This is it! The last week of this year’s Sizzlin’ Summer Challenge. You are nearing the finish line. The yellow school buses are back on the roads, plenty of first day of school photographs are popping up on Facebook and Instagram and Friday night football and soccer games are back.

Last weekend, rather than having the dirt road to myself for a long distance jog, I spotted several others running as I trudged up what I consider the killer mile. As I began passing a few of them, I figured out they were high school youth in training for the cross-country team. Much to my surprise when their coach (who was riding his bicycle) passed me he said, “Oh, for a minute I thought you were a member of the team.” At first I laughed it off but then I responded with a big “Thank you. That’s quite the compliment.” And that alone propelled me up to the top of that tough incline and kept me smiling for the rest of the day. I put a positive spin on it.

“When life gives you lemons, make lemonade” is an often used phrase that might provide some relief and guidance when life throws us a series of curve balls. Ever wonder where this phrase originated? I did. According to what I discovered, the writer, Elbert Hubbard, used it in a 1915 obituary to describe Marshall Pinckney Wilder, an actor, who put a positive spin on his life and his livelihood regardless of his disabilities.
Years later, the phrase reappeared in a poem entitled The Optimist in a 1940 edition of The Rotarian: “Life handed him a lemon, As life sometimes will do. His friends looked on in pity, Assuming he was through. They came upon him later, Reclining in the shade, In calm contentment, Drinking a glass of lemonade.
According to Dr. Barbara Fredrickson, a distinguished professor of psychology and author who has spent several years researching resiliency, resilient people are those who are “emotionally agile.” “That is, they don’t protect themselves from adversity or wallow in it. Instead they meet adversity with clear eyes, superbly attuned to the nuances of their ever-changing circumstances. Negative emotions rise up like an ocean wave and then dissolve.”
How do we become emotionally agile? Fredrickson says it’s possible to do so provided we train ourselves to stock up on positive emotions. Loving ourselves and accepting our shortcomings is key as is working with our community and social groups to face tough times together. That’s exactly what many communities did eight years ago when Tropical Storm Irene decimated many of Vermont’s homes, roads and villages.

While some tough and painful experiences are inevitable, our most negative experiences can be lightened by:1) recognizing that whatever has happened will pass 2) practicing self compassion and honoring the pain, 3) imaging ourselves connecting with others who may be suffering the same experience to build a sense of shared humanity and 4) by allowing the good and the bad to sit side by side so they can inform and influence each other planting the seeds of hope.

The Dalai Lama says that for every event in life there are many different angles from which to see the event. “While from one angle, you feel bad and sad, if you look from a different angle, you can see a particular event or painful situation providing new opportunities. When you look at the same event from a wider perspective your sense of worry and anxiety is reduced and thus you have greater joy and it leads to serenity and equanimity.”

Wow! There’s much to contemplate within these paragraphs. Now it’s time to put all of these recommendations into practice. We look forward to seeing how you put a positive spin on it this week. Frankly, I’m on my way to the kitchen to see if I can find a cold drink. All this talk about lemonade has made me thirsty.

Thanks for sharing a part of your summer with us.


Before copying, find the line below that contains "Describe the element at coordinates (304, 70)"; then return it and all later lines exactly, up to and including the final line, with no pictures.

··· DATA SHOWN

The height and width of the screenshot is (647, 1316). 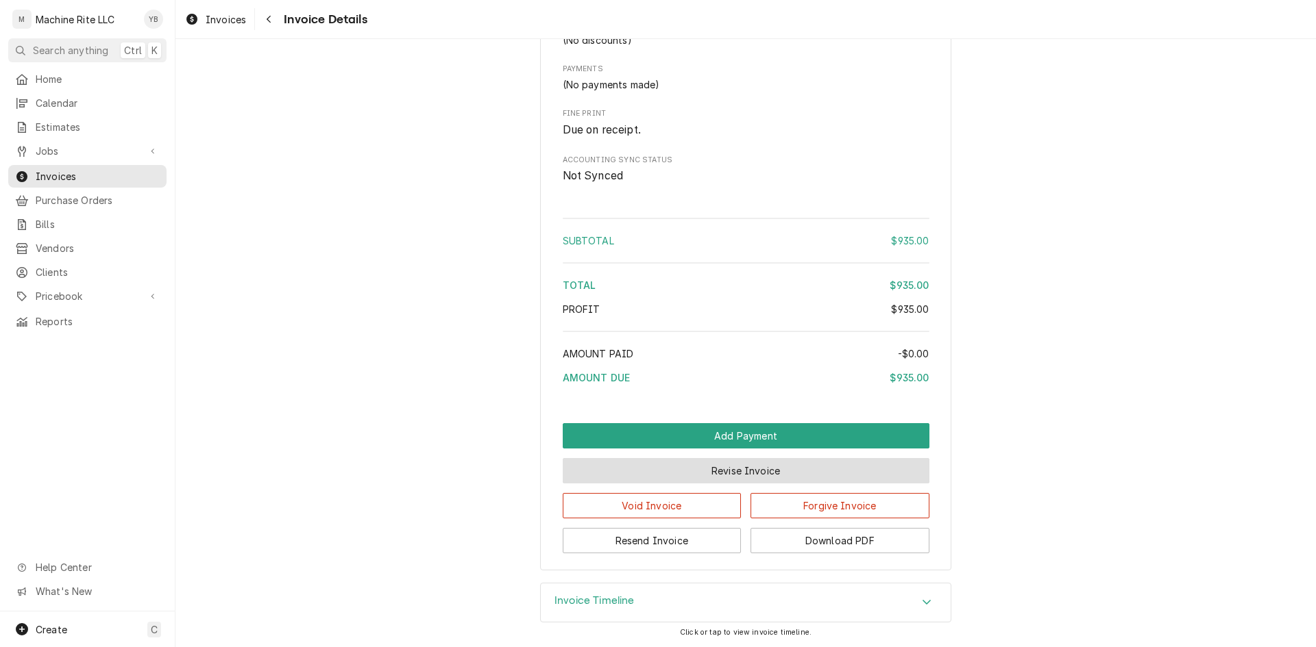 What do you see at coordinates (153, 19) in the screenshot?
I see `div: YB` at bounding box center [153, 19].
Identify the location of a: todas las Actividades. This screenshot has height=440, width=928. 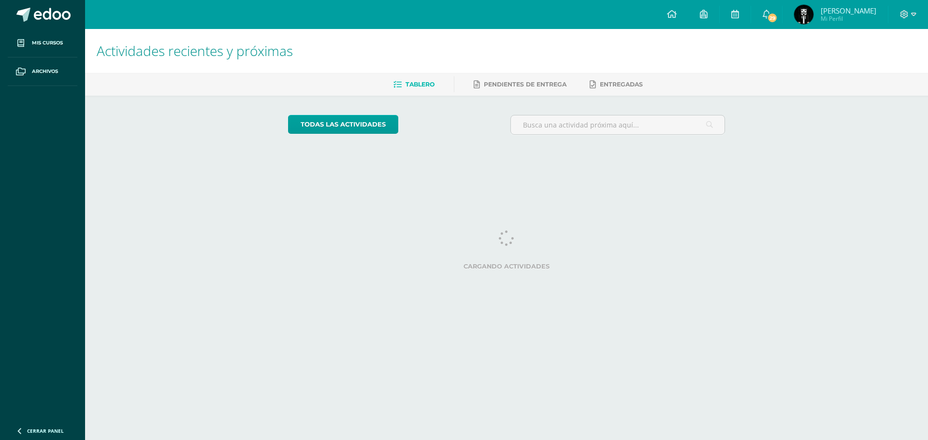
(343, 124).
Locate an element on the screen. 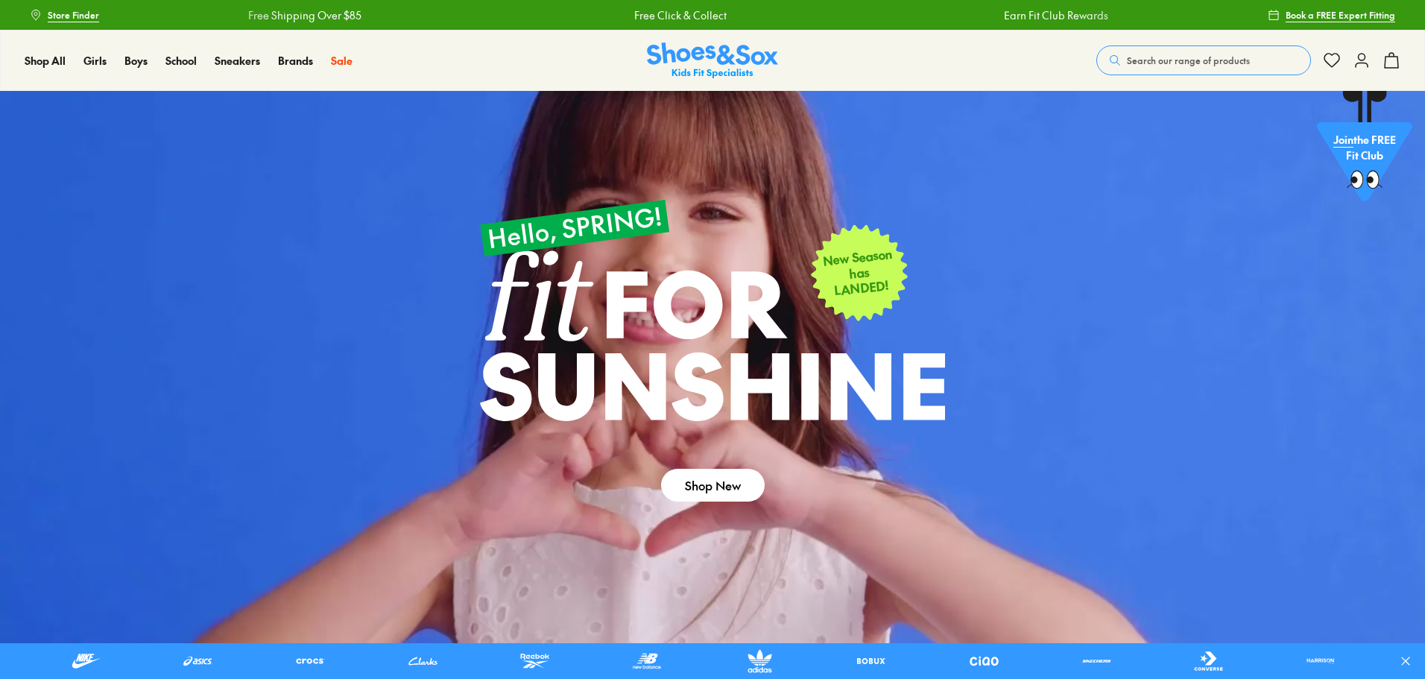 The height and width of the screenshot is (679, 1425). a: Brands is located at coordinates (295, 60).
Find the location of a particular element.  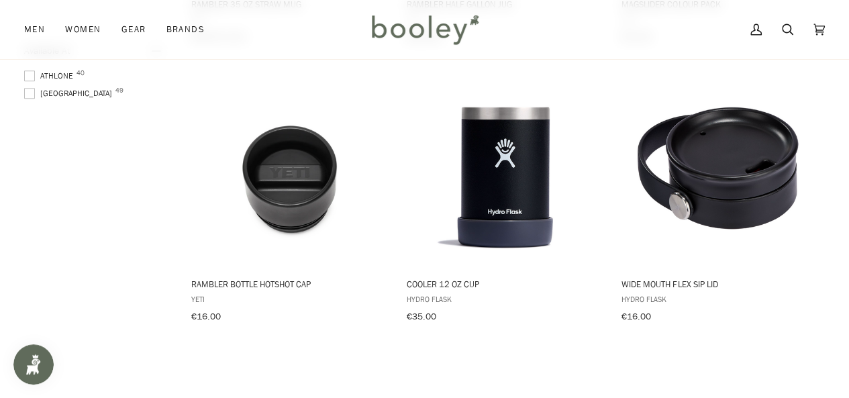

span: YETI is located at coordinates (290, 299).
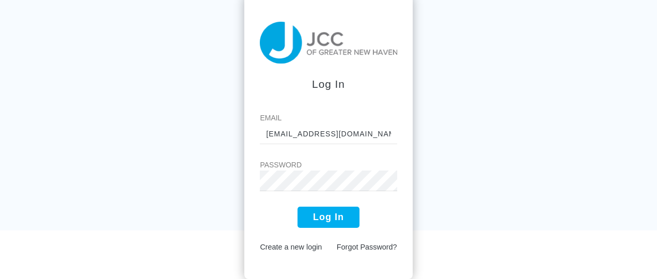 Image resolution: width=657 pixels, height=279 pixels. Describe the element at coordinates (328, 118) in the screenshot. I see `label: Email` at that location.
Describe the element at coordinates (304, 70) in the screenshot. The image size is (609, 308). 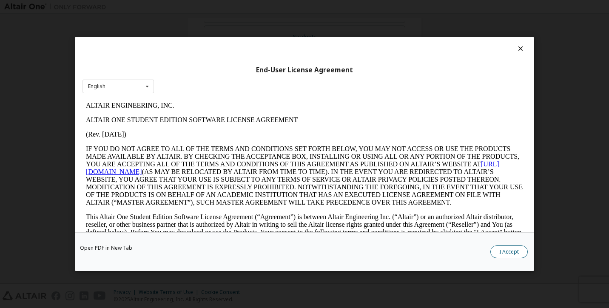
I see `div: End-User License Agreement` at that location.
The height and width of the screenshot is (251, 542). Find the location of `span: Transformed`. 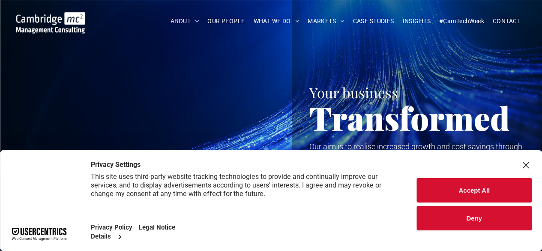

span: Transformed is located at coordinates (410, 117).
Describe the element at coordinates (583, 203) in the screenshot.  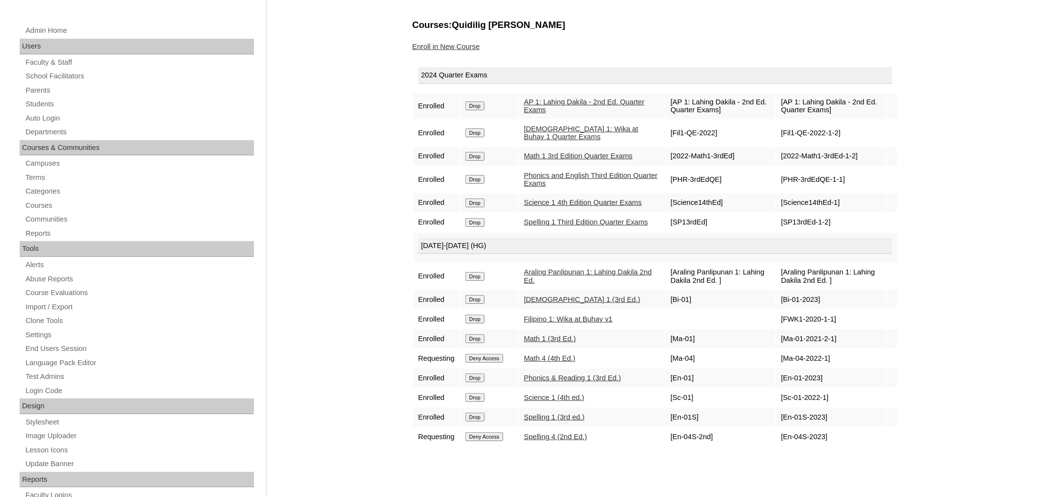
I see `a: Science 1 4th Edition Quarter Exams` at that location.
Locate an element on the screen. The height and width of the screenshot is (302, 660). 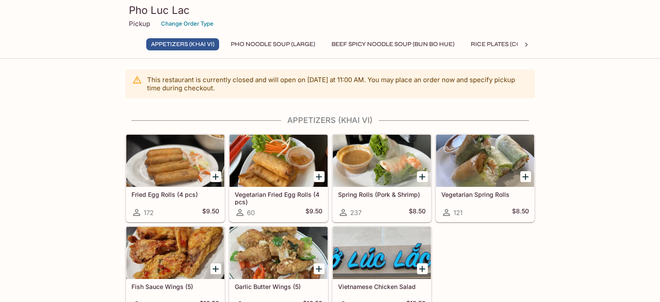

······

__RESPONSE__:
Describe the element at coordinates (304, 70) in the screenshot. The image size is (609, 308). 
I see `div: End-User License Agreement` at that location.
The height and width of the screenshot is (251, 542). Find the location of `span: Transformed`. 

span: Transformed is located at coordinates (410, 117).
Describe the element at coordinates (583, 203) in the screenshot.  
I see `a: Science 1 4th Edition Quarter Exams` at that location.
Locate an element on the screen. The height and width of the screenshot is (302, 660). 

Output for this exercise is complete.